I'm just thankful that God didn't give up on this Murfin man. He was really down - what pitiful stuff. What humble beginnings of our Murfin poet lauriette today.
ReplyDeleteMy dad was a regular there and the owner (Whitey?) Was a good friend of his. My dad was John Lannon...maybe you knew him. I was just trying to figure out where the place was, I forgot, it has been many years. Saw your blog, very interesting. ..looks like a lot of memories were made there.

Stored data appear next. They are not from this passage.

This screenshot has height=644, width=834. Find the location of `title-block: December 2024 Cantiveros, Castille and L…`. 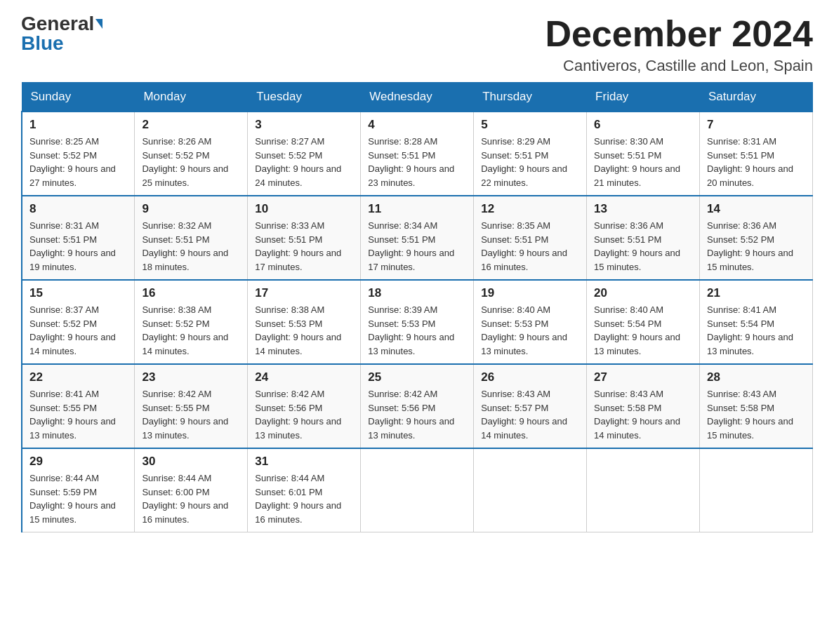

title-block: December 2024 Cantiveros, Castille and L… is located at coordinates (679, 45).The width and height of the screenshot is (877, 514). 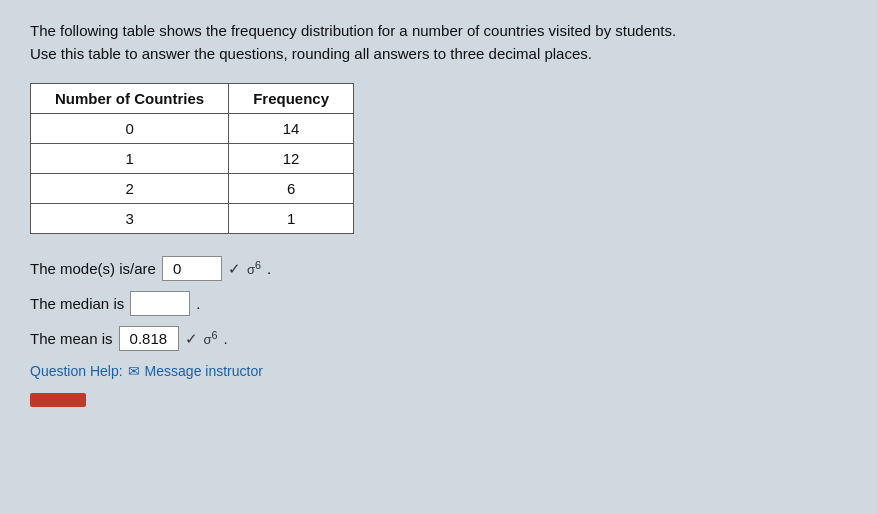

ReplyDeleteMy dad's second home was the Blue Bird Tap. I spent many happy hours on the last barstool there, as George fed me those beef sandwiches he'd make with the wilted pickles on the side. My dad made me draw pictures for George, which he'd put up behind the register. My dad spent many a pension check from the CPD there, stumbling home way after 2am, when my mom would scramble him a dozen eggs as he sang, "I love you truly...truly dear...." Often I would have to call George to send my dad home, because if my mom called George would lie. I'm a paranormal investigator and writer now and am planning to go try to record for EVP at the end of that bar and try to talk to George...and maybe my dad, rest in peace. He'd be 101 next week. At his funeral the whole crew showed up at Burkhardt funeral home...Billy the Goat, Harry the Hat, Duda.... My brother gave Billy the Goat twenty bucks and then they went to smoke in the funeral parlor bathroom, setting off the smoke alarm and summoning the fire department. Good times. This was great, thanks.